Five questions to ask the operator after a storm
Recovery visits go better when you drive the conversation.
- “Can you put your findings in writing?” A dated inspection report — what was found, where, and the likely cause — supports insurance claims and keeps every later conversation honest. Serious operators do this without flinching.
- “What should I clean up before you treat?” If the answer is “nothing, we can spray around it,” be skeptical. Debris and harborage undercut treatments; good operators sequence the work and tell you your part.
- “Are these mounds new colonies or old ones?” Post-flood fire ant mounds are usually rafted arrivals. The answer changes the treatment plan — and shows you whether the operator understands post-storm ant behavior.
- “What did the water do to my termite protection?” If your home had a soil treatment or bond and the lot flooded, ask them to evaluate the barrier and document the answer. It matters for the bond company as much as for you.
- “What’s your ADAI license number?” Storm recoveries attract out-of-town operators of every quality. Every legitimate Alabama operator is licensed through the Alabama Department of Agriculture & Industries — verify at (334) 240-7240 in Montgomery before you sign anything.
Post-hurricane pest control — common questions
How soon after a storm do rodents show up in houses?
Fast — often within the first few days. Storms flood burrows and drop the trees roof rats live in, and the displaced animals immediately look for dry shelter. Homes with storm-opened soffits, vents, or gable ends are the first stops. If you hear scratching in the first week back, act on it; a probing rat becomes a nesting rat quickly.
Fire ant mounds appeared in my yard after the flooding. Why?
Your yard probably received a raft. Flooded fire ant colonies float as a living mass — queen and brood protected in the middle — and ground themselves wherever the water recedes. New mounds along flood lines, fences, and porch steps in the weeks after a storm are usually these arrivals digging in. Treating them early, before the colonies establish deep, is the operator’s advantage window.
Should I clear debris before the operator comes out?
Ideally, yes — or at least pull it away from the foundation. Debris piles are harborage, and treatments applied around standing harborage underperform. Many operators will do an initial walk-through anyway, tell you what to clear, and sequence the real treatment for after the haul-off. Ask; the good ones plan it with you.
Will the operator’s report help with my insurance claim?
It can. A licensed operator’s written, dated findings — documenting storm-caused entry points, moisture damage, or new infestations — give an adjuster something concrete to work with when separating storm damage from pre-existing conditions. Ask for written findings at every post-storm visit and keep them with your claim photos.

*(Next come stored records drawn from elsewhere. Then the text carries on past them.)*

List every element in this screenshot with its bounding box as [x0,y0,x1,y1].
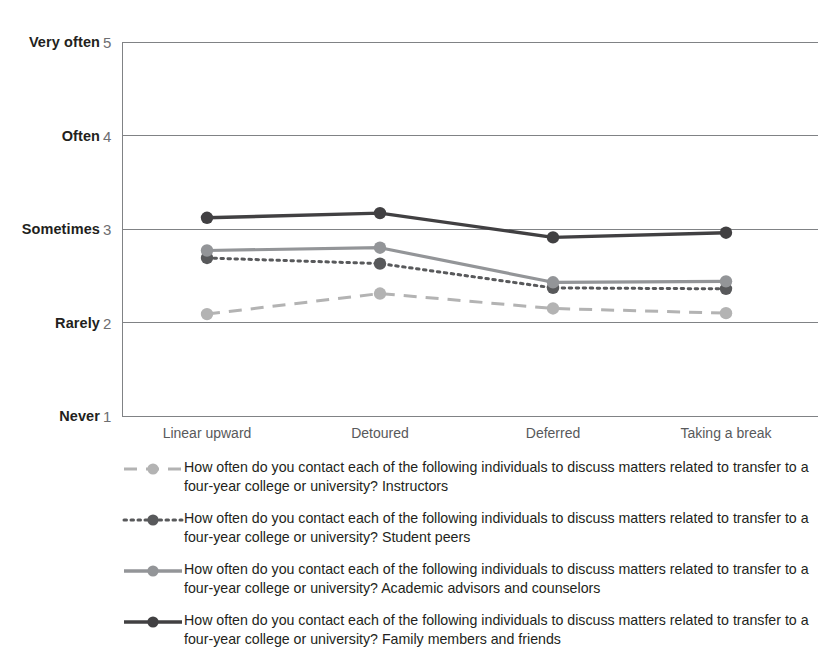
legend-line-sample [122,460,184,477]
legend-item: How often do you contact each of the fol… [122,560,821,598]
data-point-marker [720,275,732,287]
line-chart: Very often5Often4Sometimes3Rarely2Never1… [0,0,821,669]
data-point-marker [374,257,386,269]
data-point-marker [547,231,559,243]
legend-label: How often do you contact each of the fol… [184,509,814,547]
legend-item: How often do you contact each of the fol… [122,509,821,547]
legend-marker-dot [147,565,158,576]
x-axis-category-label: Linear upward [107,425,307,441]
data-point-marker [720,307,732,319]
series-line [207,258,726,289]
data-point-marker [374,287,386,299]
legend-line-sample [122,613,184,630]
data-point-marker [720,227,732,239]
legend-marker-dot [147,463,158,474]
legend-marker-dot [147,616,158,627]
legend-marker-dot [147,514,158,525]
data-point-marker [547,302,559,314]
data-point-marker [201,308,213,320]
legend-swatch [122,613,184,630]
series-line [207,294,726,315]
legend-item: How often do you contact each of the fol… [122,458,821,496]
legend-line-sample [122,562,184,579]
data-point-marker [201,244,213,256]
series-line [207,213,726,237]
legend-label: How often do you contact each of the fol… [184,560,814,598]
legend-line-sample [122,511,184,528]
chart-legend: How often do you contact each of the fol… [122,458,821,662]
legend-swatch [122,460,184,477]
legend-label: How often do you contact each of the fol… [184,611,814,649]
data-point-marker [201,212,213,224]
x-axis-category-label: Detoured [280,425,480,441]
data-point-marker [547,276,559,288]
x-axis-category-label: Deferred [453,425,653,441]
legend-item: How often do you contact each of the fol… [122,611,821,649]
data-point-marker [374,207,386,219]
data-point-marker [374,242,386,254]
legend-swatch [122,562,184,579]
legend-swatch [122,511,184,528]
x-axis-category-label: Taking a break [626,425,821,441]
legend-label: How often do you contact each of the fol… [184,458,814,496]
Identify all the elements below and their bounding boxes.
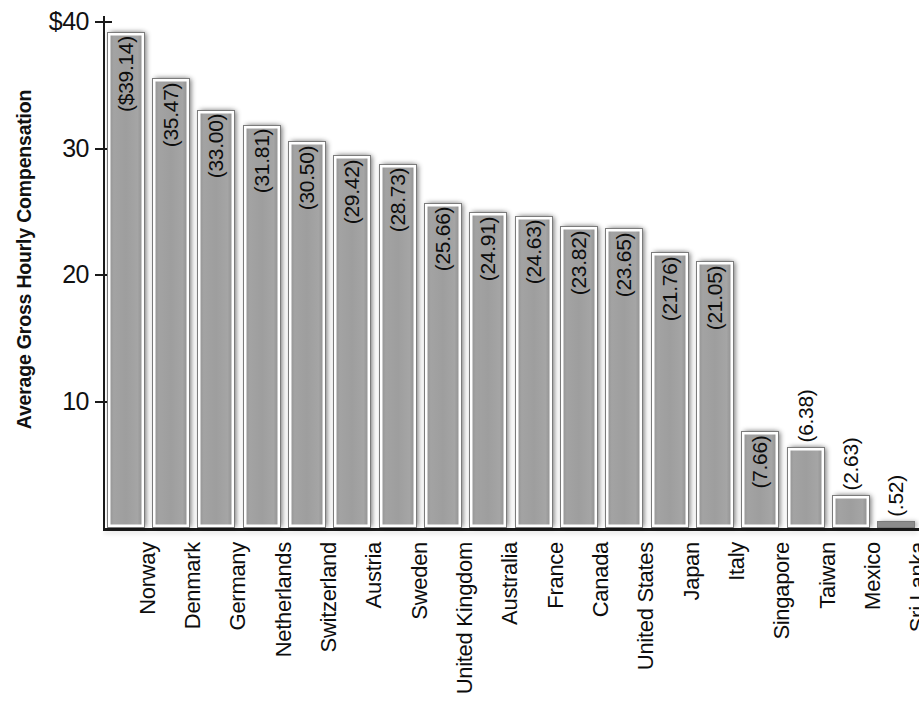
x-axis-label-switzerland: Switzerland [316, 542, 342, 652]
y-axis-tick-label: 20 [62, 260, 89, 289]
bar[interactable] [696, 261, 734, 528]
bar[interactable] [651, 252, 689, 528]
y-axis-line [103, 16, 105, 530]
x-axis-label-denmark: Denmark [180, 542, 206, 629]
x-axis-label-united-kingdom: United Kingdom [452, 542, 478, 694]
plot-area: 102030$40 ($39.14)(35.47)(33.00)(31.81)(… [103, 0, 919, 530]
x-axis-label-netherlands: Netherlands [271, 542, 297, 657]
bar-value-label: (6.38) [794, 390, 818, 443]
bar[interactable] [152, 78, 190, 528]
bar[interactable] [288, 141, 326, 528]
bar[interactable] [515, 216, 553, 528]
x-axis-label-norway: Norway [135, 542, 161, 615]
bar[interactable] [424, 203, 462, 528]
x-axis-label-sweden: Sweden [407, 542, 433, 620]
x-axis-label-sri-lanka: Sri Lanka [905, 542, 919, 632]
bar[interactable] [379, 164, 417, 528]
bar[interactable] [333, 155, 371, 528]
bar[interactable] [605, 228, 643, 528]
bar[interactable] [560, 226, 598, 528]
y-axis-title: Average Gross Hourly Compensation [13, 30, 36, 490]
x-axis-label-australia: Australia [497, 542, 523, 625]
x-axis-label-italy: Italy [724, 542, 750, 581]
x-axis-label-singapore: Singapore [769, 542, 795, 640]
bar-value-label: (.52) [884, 476, 908, 518]
x-axis-label-taiwan: Taiwan [815, 542, 841, 609]
bar[interactable] [197, 110, 235, 528]
bar[interactable] [107, 32, 145, 528]
bar-chart: Average Gross Hourly Compensation 102030… [0, 0, 919, 727]
x-axis-label-united-states: United States [633, 542, 659, 670]
x-axis-label-canada: Canada [588, 542, 614, 617]
y-axis-tick-label: 30 [62, 133, 89, 162]
bar[interactable] [787, 447, 825, 528]
bar[interactable] [469, 212, 507, 528]
y-axis-tick-mark [95, 21, 112, 23]
y-axis-tick-label: $40 [49, 6, 89, 35]
bar-value-label: (2.63) [839, 437, 863, 490]
x-axis-label-france: France [543, 542, 569, 609]
x-axis-label-austria: Austria [361, 542, 387, 608]
x-axis-line [103, 528, 919, 531]
bar[interactable] [741, 431, 779, 528]
x-axis-label-germany: Germany [225, 542, 251, 630]
bar[interactable] [832, 495, 870, 528]
x-axis-label-japan: Japan [679, 542, 705, 600]
y-axis-tick-label: 10 [62, 387, 89, 416]
bar[interactable] [877, 521, 915, 528]
x-axis-label-mexico: Mexico [860, 542, 886, 610]
bar[interactable] [243, 125, 281, 528]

Are you a pest control company?
No — Mobile Alabama Exterminators is a free dispatch and referral service. We connect Mobile and Baldwin County homeowners with independent, ADAI-licensed pest operators who perform every inspection and treatment themselves. We never do the work, and we encourage you to verify any operator’s license with ADAI before hiring.
How quickly can someone come out after a storm?
Honestly: it varies more after a storm than at any other time. Operators are working the same recovery you are, and schedules fill fast. The dispatch line answers 24/7, but appointment timing is set by the independent operator, depends on their post-storm workload, and is not guaranteed. Calling early in the recovery gets you in the queue ahead of the rush.
The water’s down. Get ahead of what it left behind.
, free to get matched, no obligation to hire. The licensed operator inspects and gives the quote.
Free to check coverage. ADAI-licensed operators serving Mobile & Baldwin County, AL.